Comment Re:They believe it because it's true (Score 1) 928
Sounds like someone's society deserves to fall.
Sounds like someone's society deserves to fall.
Only if you put those shots into your presentation. Perv.
FUSE doesn't count because it suffers limitations that are inherent with being executed as user-mode software. FUSE ZFS is also an incomplete implementation.
Proof of citizenship is a little more involved than simply checking a list. You forget that in the Land of the Free, anyone that is born here has a birthright to citizenship. Birth doesn't guarantee inclusion in any supposed lists of citizenry.
You forgot about the nuclear bombs. Why sire a new society when you can just vaporize it? I suppose you'll try to make another comparison regarding civility and how it matters in how "bad" or "worse" one war is than another. When you do, don't forget to blame Islam.
Yes, but you could move between them like Sliders.
This guy is either trolling or is very naive about RF.
"It's not that hard to make sure one's service doesn't interfere with the next."
Give me a break.
Magic The Gathering
DPI doesn't necessarily mean that it happens before a switch or router forwards a packet. Flows of traffic can be analyzed separately from the processes of a router or switch in making packet forwarding decisions. This separate analysis can influence adjustments to QoS rules. So, no, DPI does not necessarily interfere with all traffic.
You are the Worst Person in the World!
Stuff with brains can learn.
An IP address DOES identify a computer- but not the way the judge thinks. My IP address identifies my router, which in turn owns 5 to 6 computers.
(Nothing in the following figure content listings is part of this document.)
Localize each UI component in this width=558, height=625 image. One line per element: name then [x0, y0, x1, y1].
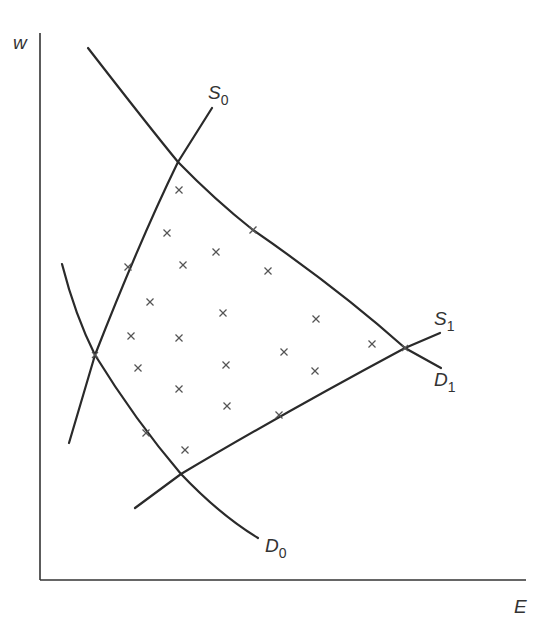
x-mark-icon [182, 447, 189, 454]
x-axis-label: E [514, 596, 527, 617]
label-s1: S1 [434, 308, 455, 334]
x-mark-icon [176, 187, 183, 194]
label-s0: S0 [208, 82, 229, 108]
demand-curve-d0 [62, 264, 258, 538]
x-mark-icon [213, 249, 220, 256]
supply-curve-s1 [135, 333, 440, 508]
label-d0: D0 [265, 535, 287, 561]
demand-curve-d1 [88, 48, 441, 368]
x-mark-icon [369, 341, 376, 348]
equilibrium-markers [125, 187, 376, 454]
x-mark-icon [223, 362, 230, 369]
on-curve-markers [92, 345, 408, 358]
x-mark-icon [224, 403, 231, 410]
x-mark-icon [164, 230, 171, 237]
x-mark-icon [135, 365, 142, 372]
x-mark-icon [313, 316, 320, 323]
x-mark-icon [312, 368, 319, 375]
supply-curve-s0 [69, 108, 212, 443]
x-mark-icon [265, 268, 272, 275]
x-mark-icon [281, 349, 288, 356]
x-mark-icon [128, 333, 135, 340]
labor-market-diagram: w E S0 S1 D0 D1 [0, 0, 558, 625]
label-d1: D1 [434, 369, 456, 395]
y-axis-label: w [13, 32, 28, 53]
x-mark-icon [147, 299, 154, 306]
curves [62, 48, 441, 538]
curve-labels: S0 S1 D0 D1 [208, 82, 456, 561]
x-mark-icon [180, 262, 187, 269]
x-mark-icon [250, 227, 257, 234]
x-mark-icon [176, 386, 183, 393]
x-mark-icon [220, 310, 227, 317]
x-mark-icon [176, 335, 183, 342]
With the wireless open, it could refer to the whole neighborhood, for all I know/care. They need to revise, an IP address identifies a NETWORK, but not neccessarily conclusively any particular computer.
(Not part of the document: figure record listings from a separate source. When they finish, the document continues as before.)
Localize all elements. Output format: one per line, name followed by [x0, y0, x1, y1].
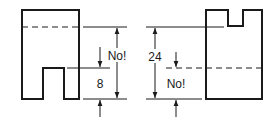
left-figure: No! 8 [22, 10, 130, 117]
dimensioning-diagram: No! 8 24 No! [0, 0, 275, 124]
left-part-outline [22, 10, 79, 99]
right-part-outline [206, 10, 262, 99]
left-dimension-label: 8 [97, 77, 104, 91]
right-warning-label: No! [167, 77, 186, 91]
right-figure: 24 No! [145, 10, 262, 117]
left-warning-label: No! [108, 49, 127, 63]
right-dimension-label: 24 [148, 50, 162, 64]
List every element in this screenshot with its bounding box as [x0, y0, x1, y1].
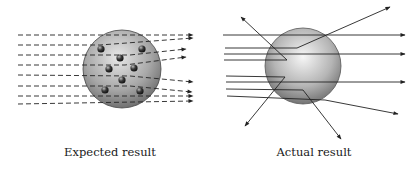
electron: [138, 45, 145, 52]
electron: [136, 87, 143, 94]
electron: [118, 76, 125, 83]
expected-result-caption: Expected result: [64, 145, 156, 159]
electron: [116, 54, 123, 61]
actual-result-caption: Actual result: [277, 145, 352, 159]
electron: [101, 86, 108, 93]
electron: [105, 65, 112, 72]
electron: [97, 45, 104, 52]
actual-result-panel: [223, 7, 405, 139]
nuclear-atom: [265, 28, 341, 104]
rutherford-scattering-diagram: [0, 0, 419, 176]
expected-result-panel: [18, 30, 193, 108]
electron: [130, 64, 137, 71]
You say that "an IP address does identify a computer" and then argue that it does not. It's much less confusing to just say that an IP address DOES NOT identify a computer--and it does not identify a computer, a customer, or anything other than a logical endpoint of a tcp/ip network. This is especially true when the IP address is not statically assigned. A lot of people like to think about IP addresses as accounting tools, when they are really not meant to serve as such. People also like to think that a DHCP server's logs can be used as a way to make IP addresses into accounting tools, but they would also be wrong. For example, a cable internet subscriber can usually make use of his internet connection regardless of being assigned an IP address as long as his cable modem is authorized and his computer assumes an IP address that is valid for his network segment (and isn't a duplicate of another address currently in-use). In such a case (and it does happen quite often), there would be no accountability for that subscriber to the ISP as far as IP addresses in the DHCP server logs are concerned.
Let me get this straight.
You propose that ISP's should count packets tied to a subscriber account in such a real-time fashion as to put this logic to use in rewriting the packet headers in-transit?
Once you're done actually building a system even capable of that, how do you keep such a bad-ass future network from becoming Skynet?
Real-time accounting is hard enough--having the networking devices actually make decisions about header mangling based on that accounting on a packet-by-packet basis is not something that exists yet and isn't going to invent itself for free or cheap.
I live in that zip code, you insensitive clod!
Only through hard work and perseverance can one truly suffer.